At this point in our discussion it is possible to raise, without risk of confusing the issue, the question of the distribution of the two electric forces over the pairs of substances concerned in the generation of electricity both by friction and in the galvanic way. This distribution seems to contradict the picture to which the foregoing observations have led us, for in both instances the 'sulphurous' substances (resin in one, the nobler metals in the other) become bearers of negative electricity; while the 'saline' substances (glass and the corrosive metals) carry positive electricity. Such a criss-crossing of the poles-surprising as it seems at first sight - is not new to us. We have met it in the distribution of function of the plant's organs of propagation, and we shall meet a further instance of it when studying the function of the human eye. Future investigation will have to find the principle common to all instances in nature where such an interchange of the poles prevails.

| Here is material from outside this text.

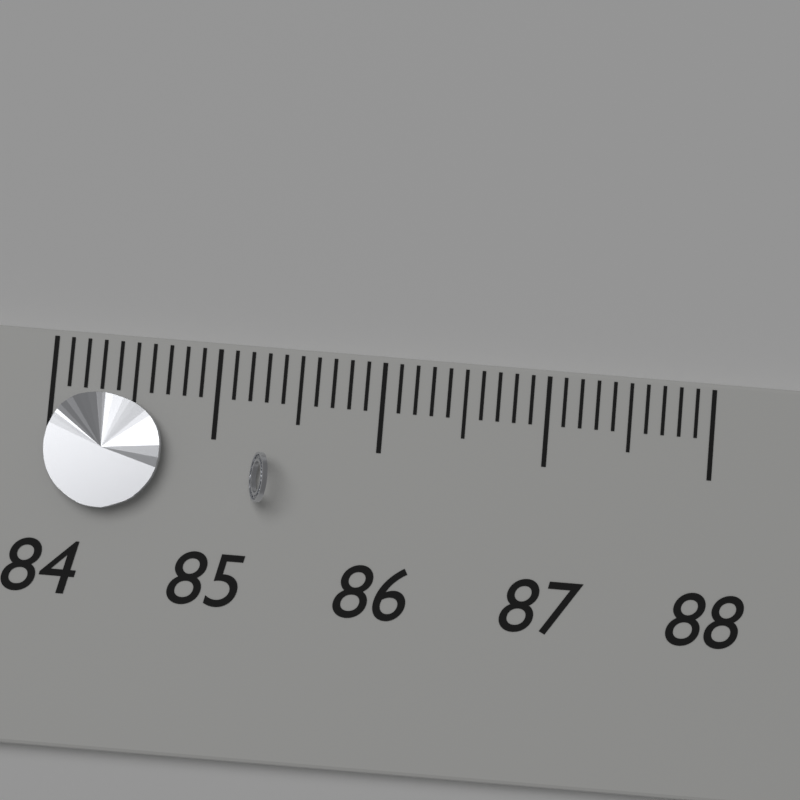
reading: 84.7 (no unit)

While the electric field arising round an electrified piece of matter does not allow any recognition of the absolute characteristics of the two opposing electrical forces, we do find them revealed by the distribution of electricity in the human body. Something similar holds good for magnetism. Only, to find the phenomena from which to read the absolute characteristics of the two sides of the magnetic polarity, we must not turn to the body of man but to that of the earth, one of whose characteristics it is to be as much the bearer of a magnetic field as of gravitational and levitational fields. There is significance in the fact that even to-day, when the tendency prevails to look for causes of natural phenomena not in the macrocosmic expanse, but in the microscopic confines of space, the two poles of magnetism are named after the magnetic poles of the earth. It indicates the degree to which man's feeling instinctively relates magnetism to the earth as a whole.

In our newly developed terminology we may say that magnetism, as a polarity of the second order, represents a field of force both of whose poles are situated within finite space, and that in the macro-telluric mother-field this situation is such that the axis of this field coincides more or less with the axis of the earth's physical body. Thus the magnetic polarization of the earth as a letter in nature's script bids us rank it alongside other phenomena which in their way are an expression of the earth's being polarized in the north-south direction.

The Austrian geographer, E. Suess, in his great work The Countenance of the Earth, first drew attention to the fact that an observer approaching the earth from outer space would be struck by the onesided distribution and formation of the earth's continents. He would notice that most of the dry land is in the northern hemisphere, leaving the southern hemisphere covered mainly with water. In terms of the basic elementary qualities, this means that the earth is predominantly 'dry' in its northern half, and 'moist' in its southern.